Pushkin and the Queen of Spades, by Alice Randall (Houghton Mifflin). After rewriting Gone With the Wind from a black perspective with 2001’s controversial The Wind Done Gone, Randall turns to the Russian novelist Pushkin, who is the obsession of this book’s lead character, a black female academic incensed at her son for taking a white girlfriend. Most of the novel consists of the academic’s discursive rantings on race and identity, which alternately repel and mesmerize critics. “It’s hard to stay interested in this mean woman,” protests the San Francisco Chronicle; “she brags and blames, complains and wants everything her way.” The novel poses interesting questions, says the New York Times, but is “ill-equipped” to answer them; Randall’s prose “veers drunkenly from the poetic to the analytical to the biographical.” Still, the Seattle Times’ “harangue” is the Los Angeles Times’ “impassioned aria”—it calls Pushkin and the Queen of Spades“operatic” and “gutsy.” And the Washington Post, inspired by the book’s “urgency,” dismisses formal quibbling to argue that this is “Notes From the Underground—black Mama-style.” (Buy Pushkin and the Queen of Spades.)

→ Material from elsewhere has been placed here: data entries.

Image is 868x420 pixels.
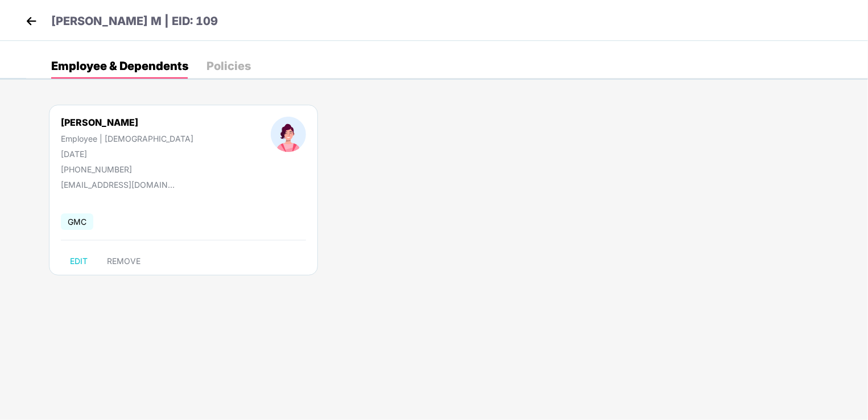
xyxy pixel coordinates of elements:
span: GMC [61,213,93,230]
p: [PERSON_NAME] M | EID: 109 [51,12,218,30]
button: EDIT [61,253,96,270]
span: REMOVE [107,257,140,266]
div: [PERSON_NAME] [61,117,193,128]
img: back [22,12,40,30]
img: profileImage [271,117,306,152]
div: [EMAIL_ADDRESS][DOMAIN_NAME] [61,180,175,190]
div: Employee & Dependents [51,61,188,72]
div: [DATE] [61,149,193,159]
button: REMOVE [98,253,149,270]
span: EDIT [70,257,88,266]
div: Employee | [DEMOGRAPHIC_DATA] [61,134,193,143]
div: Policies [206,61,250,72]
div: [PHONE_NUMBER] [61,165,193,174]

The Wisdom of Crowds: Why the Many Are Smarter Than the Few and How Collective Wisdom Shapes Business, Economies, Societies and Nations, by James Surowiecki (Doubleday). TheNew Yorker financial columnist’s first book treats a fashionable theme: the superiority of bottom-up group knowledge over top-down individual authority. Surowiecki “has a knack for translating the most algebraic of research papers into bright expository prose,” says the New York Times, and the book is packed with “dozens of illuminating anecdotes and case studies,” adds Entertainment Weekly. But many reviewers aren’t quite ready to accept his thesis.A skeptical Newsday wants “more details,” and the Wall Street Journal sticks up for financial experts, debunking one of the book’s examples: When the Challenger shuttle exploded, the stock price of the company that ultimately proved to be at fault immediately plummeted; Surowiecki says the sell-off demonstrates the wisdom of crowds, but the Journal,defending its turf, sees it as an example of the experts getting it right. Nevertheless, the Christian Science Monitor appreciates the book’s “whiff of populism,” saying “there’s something hopeful about Surowiecki’s grand idea.” (BuyThe Wisdom of Crowds.)